There’s something very Saturday morning about Biomutant that has always really appealed to me. Where other open-world games can be grim, this is exuberantly colourful; where other games can be bogged down in grit, this is light and full of energy.

Biomutant interviewDeveloper: Experiment 101Publisher: THQ NordicAvailability: Out on PC, PS4 and Xbox One 25th May 2021

It looks like a child’s imagination exploded all over the screen. Mutated animals tear about, kung-fuing gigantic monsters with three heads, which are also adorable, and there are outlandish contraptions, DIY guns and vehicles to use. There’s one vehicle that looks like a hand and moves around like Thing from The Addams Family, and finger-guns enemies dead. There are others that fly through the air or speed across the water, as you whizz around over-saturated and kaleidoscopically vibrant worlds.

That’s not to say I ever thought Biomutant would change the world. I never really thought of it as a blockbuster. But does everything have to be? They can be so timid. This feels reckless, charming, and it abounds with a kind of breeziness I am totally here for in 2021, with all this going on, .

But where did Biomutant go? I remember the announcement in 2017, and I remember the original 2018 release date. That obviously didn’t happen. Nor did the subsequent 2020 release date. And each time it slipped, it slipped from memory too. But now, Biomutant is back, firmly on the release schedule for this year, 25th May 2021. What kept it? I sat director and Experiment 101 founder, Stefan Ljunqvist, down for a chat.

One thing that makes immediate sense when you meet Ljungqvist is where the game’s love of kung fu comes from. It’s him – it’s him all over. He is all about kung fu, Sanshou in particular, a kind of Chinese kickboxing.

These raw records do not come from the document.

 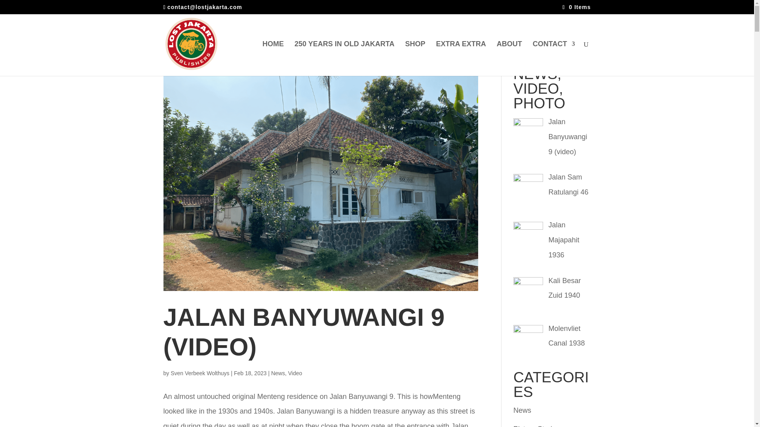 What do you see at coordinates (199, 374) in the screenshot?
I see `Posts by Sven Verbeek Wolthuys` at bounding box center [199, 374].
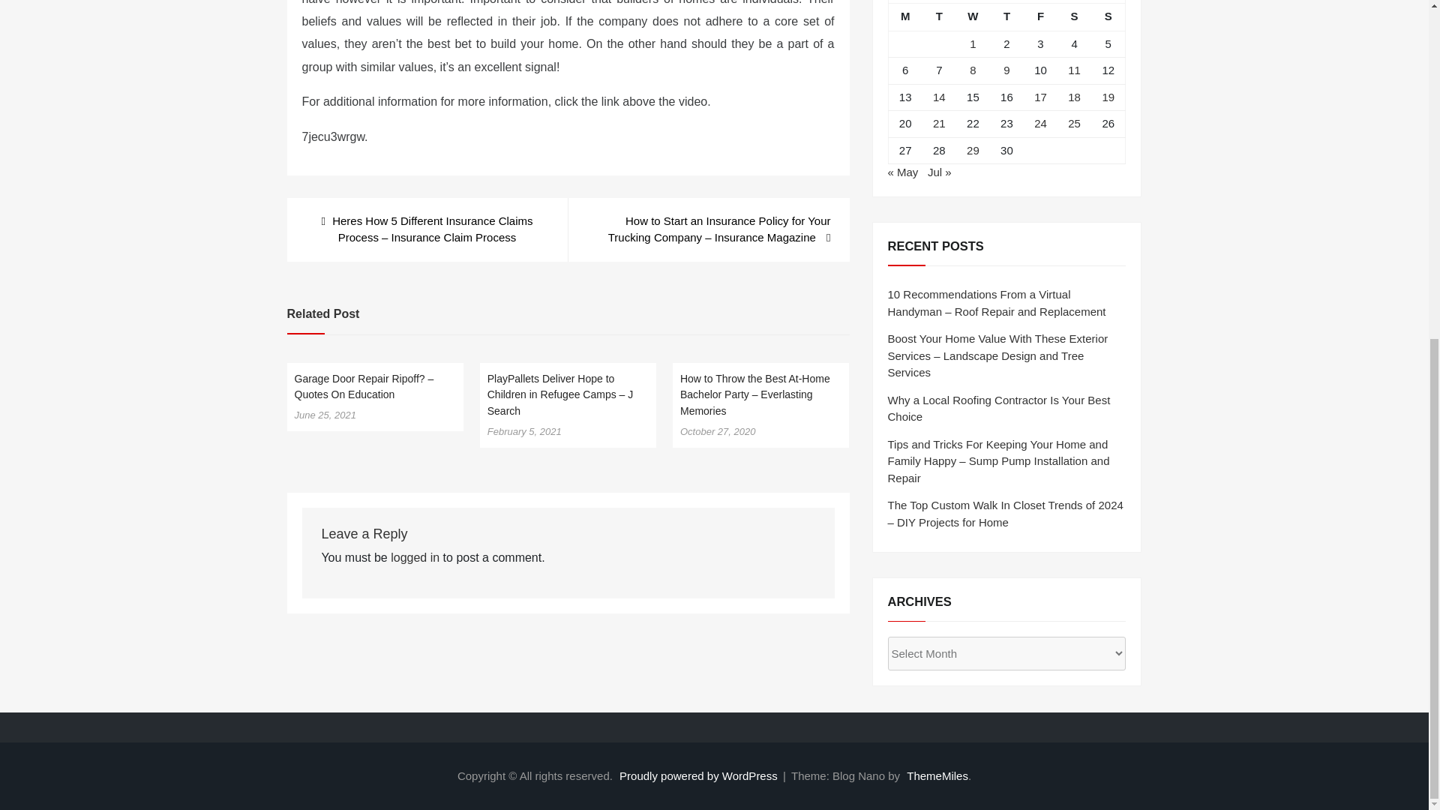  I want to click on Friday, so click(1040, 16).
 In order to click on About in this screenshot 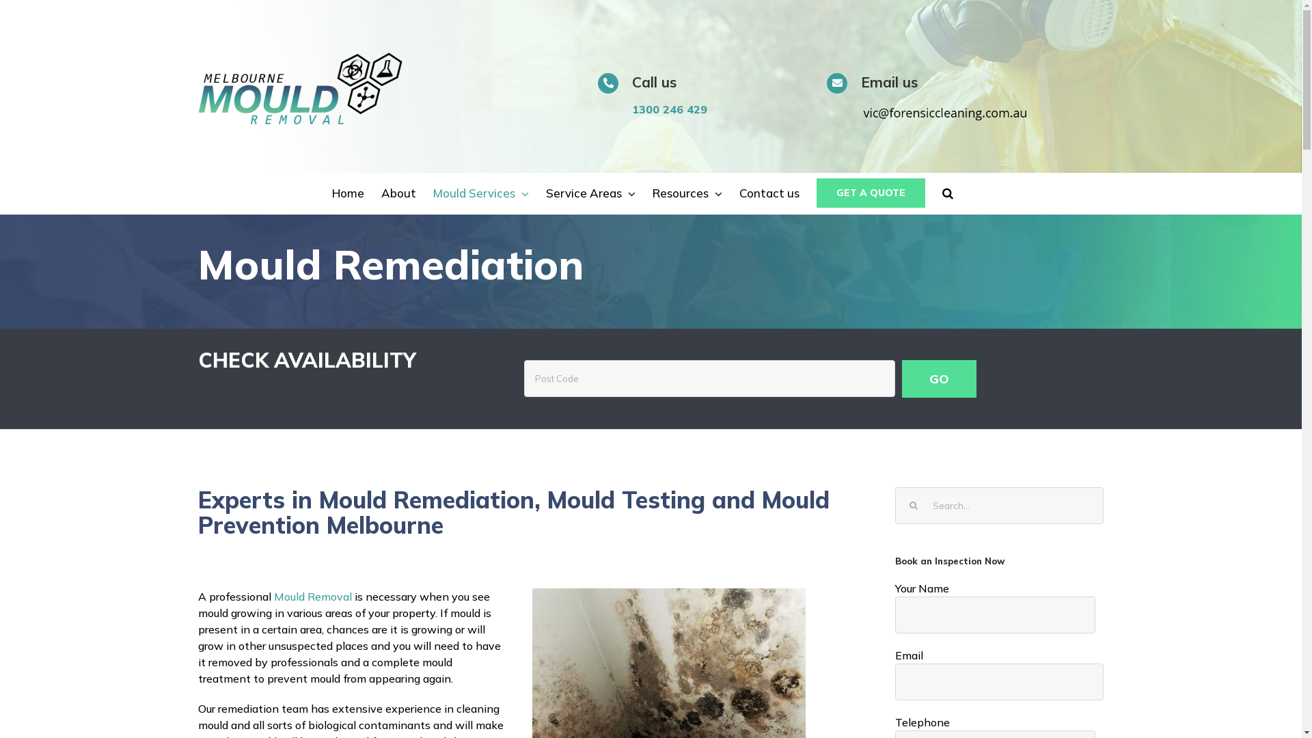, I will do `click(399, 193)`.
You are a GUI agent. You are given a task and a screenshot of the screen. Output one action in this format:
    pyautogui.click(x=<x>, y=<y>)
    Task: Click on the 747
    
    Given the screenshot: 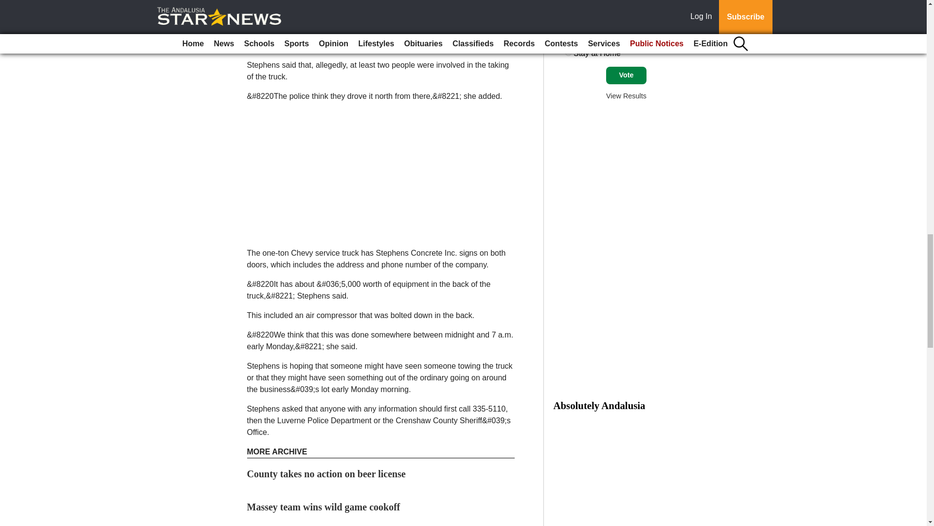 What is the action you would take?
    pyautogui.click(x=568, y=29)
    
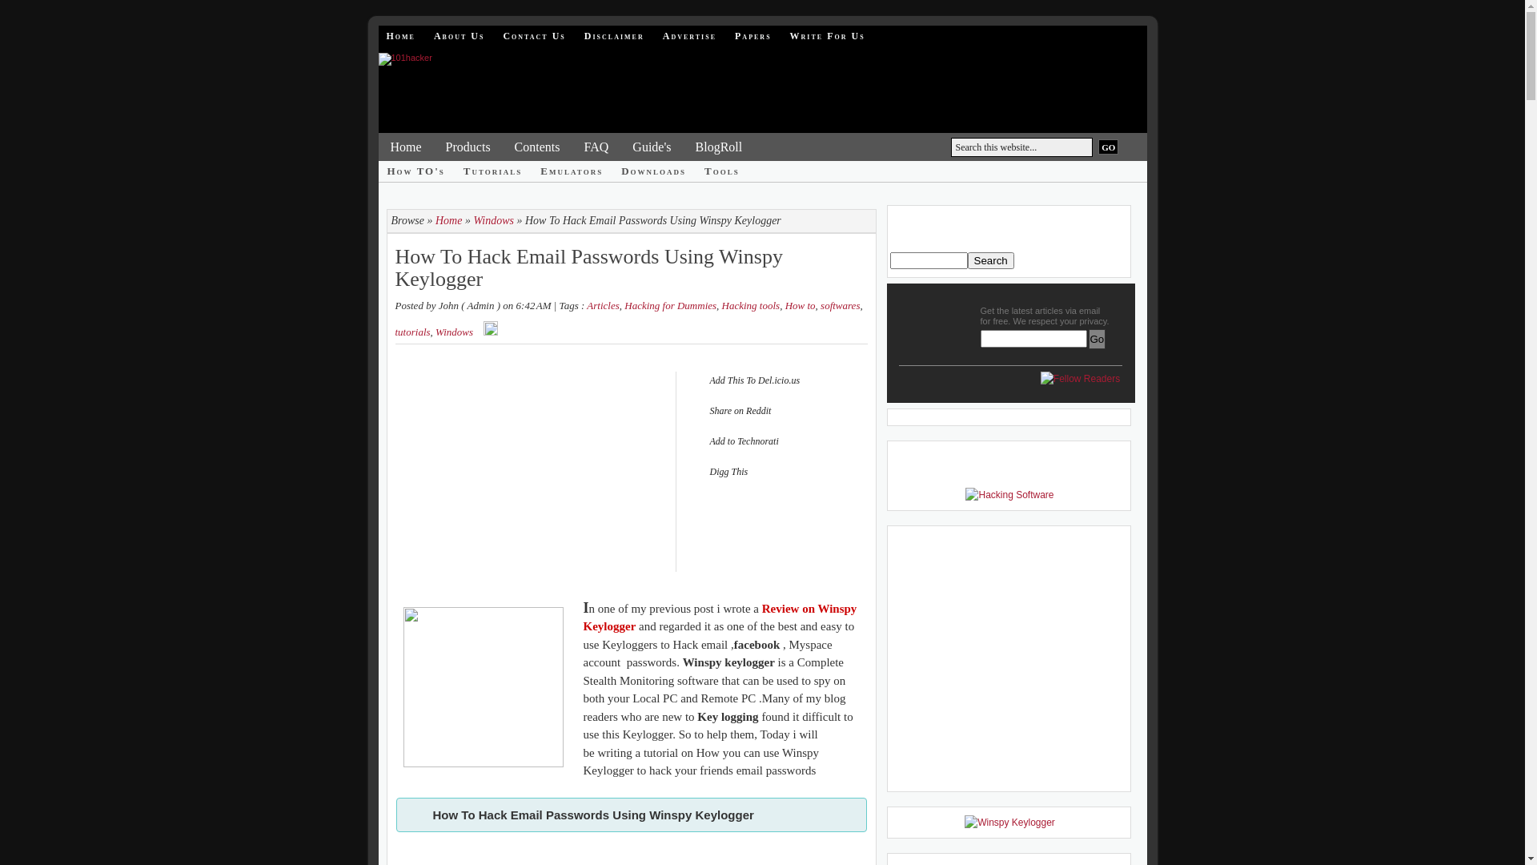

He’s been practising for nearly 20 years. He goes off to muay thai camps in Thailand to train in it, he spent a year training intensely with a Shaolin Monk, and during his decade at Avalanche making Just Cause and Mad Max games, there was a time when he was training five times a week for two-and-a-half-hours a pop. He’s serious about it. How good is he? “Well, I… I can do it,” he says, in that self-deprecating way people who can really do something do.

Stefan Ljungqvist as I see him. He’s a very smiley fellow.

Sadly at 48, his body has other ideas, and in 2019, it rebelled. He ruptured his calf, got his cheek crushed by a knee, and he has something called ‘boxing wrists’, which is micro-fractures in the tiny bones there, and one swelled up like a golf ball. “Those three things alone was like a sign that I had to stop,” he says. But – well, we’re our own worst enemies sometimes – he didn’t. And then he “destroyed” his back. I don’t know exactly what happened but it left him requiring surgery – spinal surgery – and months of rehabilitation. And that, on top of everything else, was his 2020.

It goes a small way to understanding why the game has been delayed, because when your writer (and director) can’t finish the script because he’s laid up in bed after back surgery, there’s not a lot you can do. Especially when you’re only 20 people – I didn’t realise that. That’s a much smaller team than I thought.